At times, we choose to hide
None of us likes to admit it, but sometimes, we hide from the light of God’s love. We may tell ourselves that we want to grow closer to God, yet our attitudes, actions, and inactions do not bear out this desire. We fail to live as we know we ought and take little or no time for prayer, Sunday Mass, or the sacrament of Reconciliation. We keep God at a distance, perhaps wondering if God’s love truly is real or if we are really lovable. We choose to remain in the shadows and hide from the light of God’s face.
See the light
As we continue through this season of Lent, we are invited to see in Christ the light of God’s love and mercy. Lent is about making an intentional decision to follow Jesus more closely, to turn away from the darkness - that which is thrust upon us and that which is of our own making - and trust in God’s incredible eternal light.
Jesus shows us the way
Throughout this month, especially during Holy Week, we come face-to-face with the full extent of God’s love, the love in which we are created, and to which we are called. Jesus shows us that this light pierces every darkness. Not only did Jesus sacrifice himself, enduring suffering and death for us, he helps us understand that by seeking and living in the light, we will know God’s love more powerfully than our human minds and hearts can fathom.
Share the light
In coming to see and know Christ’s light more deeply, we are called to share the light as good stewards of God’s varied grace. We do this by giving of ourselves and our resources as a reflection of the self-giving love of God, poured out and shared through Christ’s passion, death, and resurrection. This is the purpose and meaning of our lives as Christian disciples. It is time to see and share the light of Christ’s love.

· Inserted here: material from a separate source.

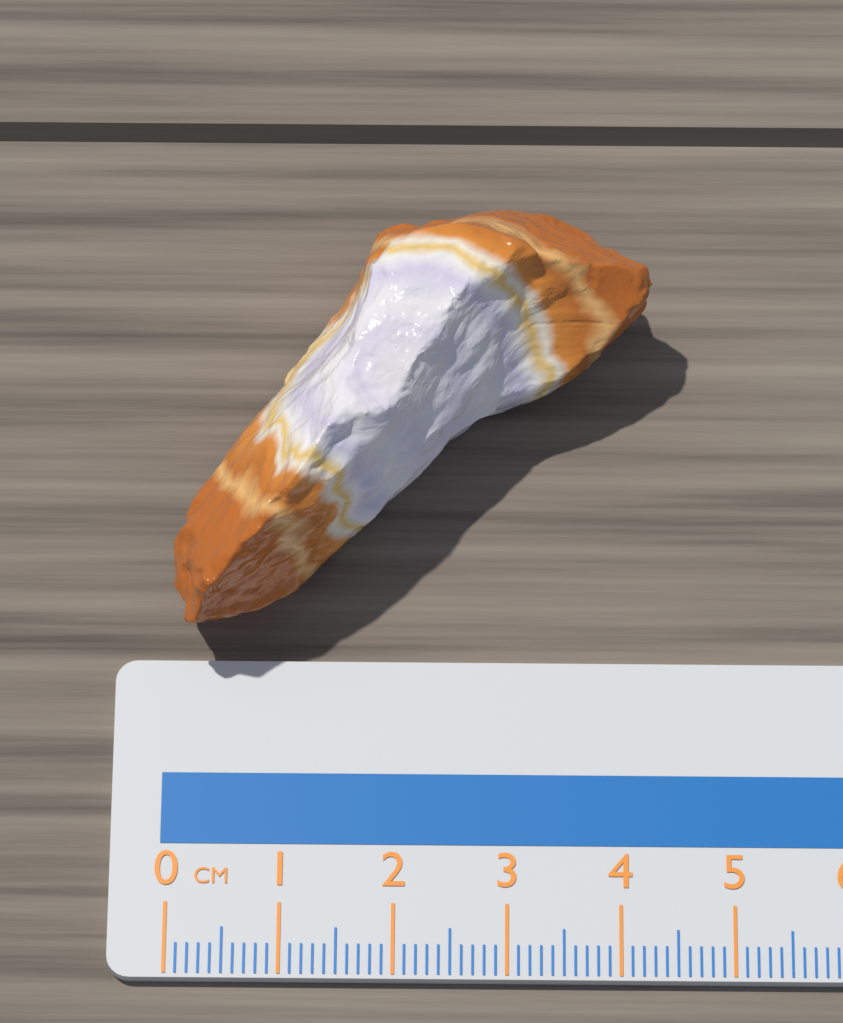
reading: 4.3 cm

Walk with Jesus in a special way this Lent as he teaches and heals, forgives and loves. Place yourself alongside Jesus as he washes the feet of the disciples and prays that the cup of suffering might pass from him. Hear him say to the Father, “not my will but yours be done,” and pause to wonder what great love would lead him to give so completely, to sacrifice his very self. See the look of love on his face as he entrusts Mary to the disciple he loved, and stay with him as he suffers and dies on the cross. And as you reflect and pray, peer into your heart and life and understand again, or perhaps for the first time, that Jesus died for each of us and for all.

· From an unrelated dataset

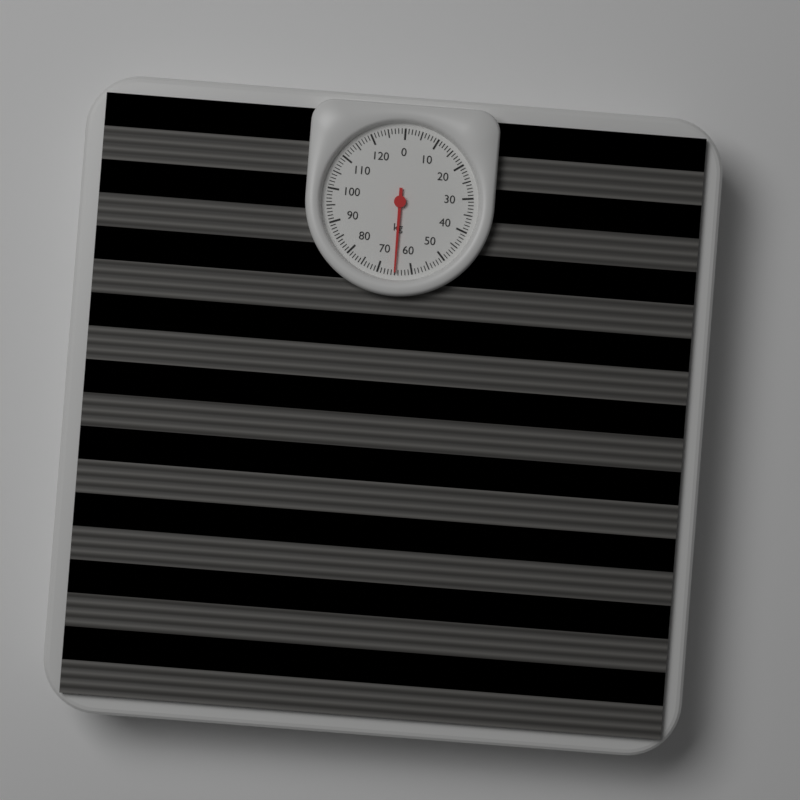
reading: 65 kg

Jesus wants us to come to him with our suffering, trials, confusion, doubts, and longing, to bring these things to the foot of the cross, where he looks at us with love and takes these difficult things to himself and transforms them. There is nothing so small or so great that it is beyond the love of God.
At the foot of the cross, we more fully understand that sacrifice is not as much about giving up as it is in giving for. On the cross, Jesus gave his life so that we might know God’s redeeming love. At the foot of the cross, we take to heart the call to respond to this great love by loving in return, by “giving without counting the cost,” just as Jesus did. Jesus did not hold back, and neither should we.
What do you bring to the foot of the cross? What are you called to sacrifice, and for whom? How might your giving transform your life and share God’s love with others?